What I am not understanding here is why A teacher is doing math problems with the kids. Ironically I was just at a curriculum night at my daughters school. she is a 7th grader who is part of the districts magnet program. She is taking accelerated geometry with 4 other magnet kids and the rest are 8th graders who are advanced and part of the regular junior high. After listening to the teacher talk it was obvious she was teaching and not working on the problems herself. in less than three weeks my daughter has had two quizzes and a test. after she explained what they were going to do in class for the year I quite honestly got a headache.LOL
Isn't that part of teaching a math lesson. You take a sample problem and work through it on the board to help explain the lesson. Or you go over a problem on the homework that some students didn't get. And of course it's going to be slower than a student can do at their desk on paper. The teacher is trying to explain each step as they go along, and make sure that all the students are understanding.

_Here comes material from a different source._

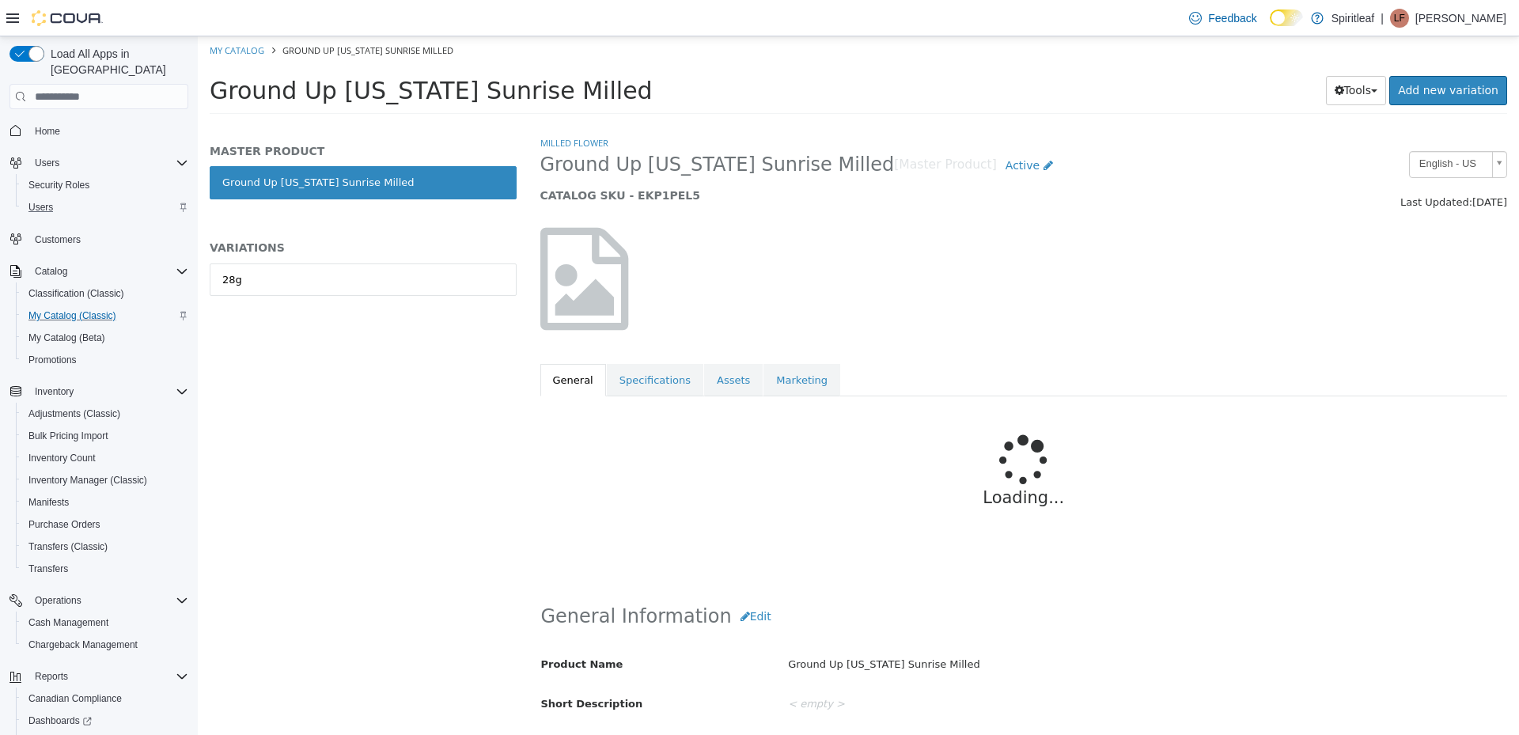  Describe the element at coordinates (748, 129) in the screenshot. I see `small: [Master Product]` at that location.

Maybe that isn't what is mean by a teacher doing math problems with the kids. Speed isn't a huge issue for me, but a teacher who doesn't know the material and is only reading a few pages ahead on the text is a problem. I had personal experience with teachers like that in junior high and it was very frustrating. The teacher I'm thinking of couldn't really help when a problem got a bit tricky or difficult, and was inflexible if a problem was solved in a different way than the book.